Post by StevePulaski on Jan 5, 2015 13:43:32 GMT -5
Snow Day (2000)
Directed by: Chris Koch
Rating: ★½
Directed by: Chris Koch
Rating: ★½
Whether you were in first grade, or a senior in high school, one of the most exciting phone calls you could ever get in the wee hours of the morning would be a canned recording of your district's superintendent informing you that school was cancelled for the day due to inclement weather. Living in the suburbs of Chicago my entire life, I vividly remember hearing reports of heavy snowfall that could potentially close schools, and going to bed those nights hoping to whatever God would listen to my ridiculous plea that I wouldn't have to go to school the following day. More often than not, it was wishful thinking on my part, due to the around-the-clock, persistent work of the snowplows, but on occasion, the snow and ice would be so bad that the school buses couldn't get through (the ultimate factor in a district's decision whether or not to close school) and I'd be blessed with great news when I woke up in the morning.
These thoughts and memories flourished as I watched Chris Koch's Snow Day, but not because the film was extracting those paradoxically warm and fuzzy feelings, but because I was so disinterested in the characters and the events occurring in the film that the only outlet I had was my overactive, nostalgic mind. This is a film that has the ability to operate like an episode of the underrated Television show Recess, which concerned a group of six schoolage children who tried to do everything they could to live up the thirty minutes of liberation they got every school day. The kids in the show were bright, developed, adamant about sticking together, and clever in their abilities to stay one step ahead of their school administration. The children in Snow Day are a gaggle of underdeveloped and ill-behaved brats that mistake loud, ribald behavior and baffling choices as likability and logical motivations.

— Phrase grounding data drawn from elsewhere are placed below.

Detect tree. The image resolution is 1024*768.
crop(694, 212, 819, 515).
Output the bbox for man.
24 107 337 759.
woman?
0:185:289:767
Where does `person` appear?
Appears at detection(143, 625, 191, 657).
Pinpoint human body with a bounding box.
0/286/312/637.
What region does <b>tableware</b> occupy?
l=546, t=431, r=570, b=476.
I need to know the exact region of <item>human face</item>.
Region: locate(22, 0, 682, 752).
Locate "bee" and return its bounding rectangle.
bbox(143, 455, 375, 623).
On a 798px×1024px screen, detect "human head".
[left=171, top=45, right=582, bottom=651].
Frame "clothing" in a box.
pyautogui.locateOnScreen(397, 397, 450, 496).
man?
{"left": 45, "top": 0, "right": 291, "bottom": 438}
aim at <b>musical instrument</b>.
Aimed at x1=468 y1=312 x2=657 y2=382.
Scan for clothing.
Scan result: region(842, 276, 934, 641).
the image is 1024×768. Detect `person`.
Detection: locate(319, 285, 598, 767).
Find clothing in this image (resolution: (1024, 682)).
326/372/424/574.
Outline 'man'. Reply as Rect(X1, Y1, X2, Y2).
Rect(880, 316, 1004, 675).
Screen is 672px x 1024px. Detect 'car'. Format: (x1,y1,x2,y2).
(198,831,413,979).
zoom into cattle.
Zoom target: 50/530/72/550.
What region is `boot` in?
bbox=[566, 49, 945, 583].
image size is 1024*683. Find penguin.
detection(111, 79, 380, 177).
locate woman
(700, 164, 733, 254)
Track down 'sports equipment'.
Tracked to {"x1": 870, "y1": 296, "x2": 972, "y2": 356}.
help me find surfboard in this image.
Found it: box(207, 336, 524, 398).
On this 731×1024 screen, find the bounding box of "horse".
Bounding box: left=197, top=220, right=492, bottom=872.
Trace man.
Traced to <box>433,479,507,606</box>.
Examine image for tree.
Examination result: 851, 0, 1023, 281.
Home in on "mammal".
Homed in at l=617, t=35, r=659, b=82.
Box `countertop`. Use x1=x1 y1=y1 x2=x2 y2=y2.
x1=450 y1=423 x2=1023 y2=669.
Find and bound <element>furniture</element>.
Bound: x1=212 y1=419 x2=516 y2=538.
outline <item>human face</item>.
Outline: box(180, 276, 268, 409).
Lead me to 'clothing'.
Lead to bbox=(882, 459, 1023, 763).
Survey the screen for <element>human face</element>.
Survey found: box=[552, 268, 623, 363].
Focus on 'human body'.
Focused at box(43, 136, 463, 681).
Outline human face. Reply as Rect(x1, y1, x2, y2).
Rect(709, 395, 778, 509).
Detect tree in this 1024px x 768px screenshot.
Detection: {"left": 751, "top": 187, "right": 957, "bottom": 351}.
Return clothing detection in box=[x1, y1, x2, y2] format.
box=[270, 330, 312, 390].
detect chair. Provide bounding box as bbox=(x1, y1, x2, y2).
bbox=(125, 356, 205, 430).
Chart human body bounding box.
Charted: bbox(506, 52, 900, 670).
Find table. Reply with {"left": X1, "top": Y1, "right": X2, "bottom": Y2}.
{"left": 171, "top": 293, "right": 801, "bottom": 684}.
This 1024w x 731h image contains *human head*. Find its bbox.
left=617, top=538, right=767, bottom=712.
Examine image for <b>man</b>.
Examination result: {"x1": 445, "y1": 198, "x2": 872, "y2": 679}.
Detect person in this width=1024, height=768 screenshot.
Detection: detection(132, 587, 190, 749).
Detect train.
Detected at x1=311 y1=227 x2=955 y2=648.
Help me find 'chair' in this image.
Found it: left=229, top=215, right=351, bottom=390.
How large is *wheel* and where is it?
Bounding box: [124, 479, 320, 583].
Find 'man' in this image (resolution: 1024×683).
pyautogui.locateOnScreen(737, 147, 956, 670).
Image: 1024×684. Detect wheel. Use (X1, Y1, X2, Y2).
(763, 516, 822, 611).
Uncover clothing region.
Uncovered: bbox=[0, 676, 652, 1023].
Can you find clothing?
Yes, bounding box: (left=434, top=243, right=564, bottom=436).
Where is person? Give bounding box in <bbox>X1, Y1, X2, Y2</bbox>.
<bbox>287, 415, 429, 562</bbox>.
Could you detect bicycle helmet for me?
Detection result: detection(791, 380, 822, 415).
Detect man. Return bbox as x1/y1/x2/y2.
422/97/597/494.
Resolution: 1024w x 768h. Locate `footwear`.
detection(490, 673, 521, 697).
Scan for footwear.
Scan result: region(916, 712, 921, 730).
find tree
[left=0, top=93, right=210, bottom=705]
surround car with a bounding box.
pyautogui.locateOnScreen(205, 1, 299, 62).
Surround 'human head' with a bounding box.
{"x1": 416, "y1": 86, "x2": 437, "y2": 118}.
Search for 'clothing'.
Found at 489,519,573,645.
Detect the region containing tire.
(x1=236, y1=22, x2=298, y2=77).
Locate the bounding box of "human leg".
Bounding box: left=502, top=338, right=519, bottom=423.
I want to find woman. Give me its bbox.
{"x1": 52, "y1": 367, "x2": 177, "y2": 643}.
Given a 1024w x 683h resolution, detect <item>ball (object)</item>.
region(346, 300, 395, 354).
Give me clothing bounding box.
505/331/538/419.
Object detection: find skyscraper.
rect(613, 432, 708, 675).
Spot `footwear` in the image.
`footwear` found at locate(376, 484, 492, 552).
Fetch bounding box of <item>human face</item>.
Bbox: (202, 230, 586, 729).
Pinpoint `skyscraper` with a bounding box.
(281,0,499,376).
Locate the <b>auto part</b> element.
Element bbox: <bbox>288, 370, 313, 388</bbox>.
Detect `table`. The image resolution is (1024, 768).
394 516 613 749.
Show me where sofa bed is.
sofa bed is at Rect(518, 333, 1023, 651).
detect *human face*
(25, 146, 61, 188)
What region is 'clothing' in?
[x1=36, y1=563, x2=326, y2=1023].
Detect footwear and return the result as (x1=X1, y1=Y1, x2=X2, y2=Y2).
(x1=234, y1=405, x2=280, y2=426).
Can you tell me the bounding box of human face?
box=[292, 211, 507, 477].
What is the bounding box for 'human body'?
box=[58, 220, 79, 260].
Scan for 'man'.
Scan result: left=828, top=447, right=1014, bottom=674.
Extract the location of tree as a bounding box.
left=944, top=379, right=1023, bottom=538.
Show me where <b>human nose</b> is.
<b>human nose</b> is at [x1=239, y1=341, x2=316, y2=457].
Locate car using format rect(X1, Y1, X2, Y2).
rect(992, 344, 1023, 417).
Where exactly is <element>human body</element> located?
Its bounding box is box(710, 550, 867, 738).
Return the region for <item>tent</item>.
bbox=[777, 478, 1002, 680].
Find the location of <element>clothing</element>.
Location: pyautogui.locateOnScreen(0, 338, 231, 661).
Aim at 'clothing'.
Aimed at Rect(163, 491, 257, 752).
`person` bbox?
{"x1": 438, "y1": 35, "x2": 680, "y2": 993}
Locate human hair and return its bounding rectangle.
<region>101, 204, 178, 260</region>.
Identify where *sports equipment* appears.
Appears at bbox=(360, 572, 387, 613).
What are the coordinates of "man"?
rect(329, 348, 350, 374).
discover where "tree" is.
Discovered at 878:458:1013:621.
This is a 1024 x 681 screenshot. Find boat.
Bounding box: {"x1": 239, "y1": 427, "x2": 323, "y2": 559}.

The film concerns a group of young schoolkids in Syracuse, New York, who do everything they can to keep their school closed after heavy snowfall, which involves stopping the fearless snowplow driver (Chris Elliot) from getting through to plow the streets. One of the kids is Hal (Mark Webber), who spends the day trying to win the heart of his sweetheart Claire Bonner (Emmanuelle Chriqui), with the help of his best friend, Lane Leonard (Schuyler Fisk), who is secretly repressing feelings for him after a lifelong friendship. Then we have Natalie (Zana Grey), Hal's younger sister, and her two friends Wayne (Josh Peck), and Chet (Jade Yorker), who work to stop the aforementioned snowplow driver from plowing the sidestreets leading to the school. Finally, there's Hal and Natalie's father Tom (Chevy Chase), who works as a Television meteorologist, spends the day attempting to cover the record snowfall in a quicker manner than his competitor Chad Symmonz (John Schneider), both of whom fighting for their own job security.
The biggest problem with Snow Day is it doesn't have a central focus, despite one pragmatically assuming that the effort to take out the snowplow driver would be the film's primary focus. The issue here is that the film doesn't invest enough time in the efforts to stop said driver, nor does it concoct many setups or provide much development to the idea that would allow one to believe what is actually happening in efforts to stop this man. Snow Day is simply a collection of subplots that make less a movie and more of an anthology film, strung together from comedic odds and ends, never materializing to something of a collective whole.
Some of Snow Day's greatest sins could be forgiven if the film was the least bit humorous. Alas, however, Snow Day focuses on the kinds of things people with no knowledge of kids think kids say but never actually do; with that comes a barrage of stale, foreseeable humor and monotonous slapstick that never amounts to anything that is memorable in a long term sense. Even veteran actors like Chase and Elliot cannot save the project with their presence, for their characters have been hamfisted into pure stupidity and childishness beyond what should be acceptable for them as actors.
Snow Day is a film bearing very little wit or craft in its writing and its characters. It's more or a less an assembly of parts, characters, situations, and subplots searching for a bigger picture to function in. It's the equivalent of someone dumping a toolbox all over the floor, with wrenches and hammers representing the actors, and the screws, nuts, bolts, and other connective devices representing things like writing, transitions, and characters, and hoping they'll all work together before their eyes and churn out something of untold greatness.
Starring: Mark Webber, Emmanuelle Chriqui, Zena Grey, Chevy Chase, Chris Elliott, Schuyler Fisk, Jean Smart, Josh Peck, Jade Yorker, and John Schneider. Directed by: Chris Koch.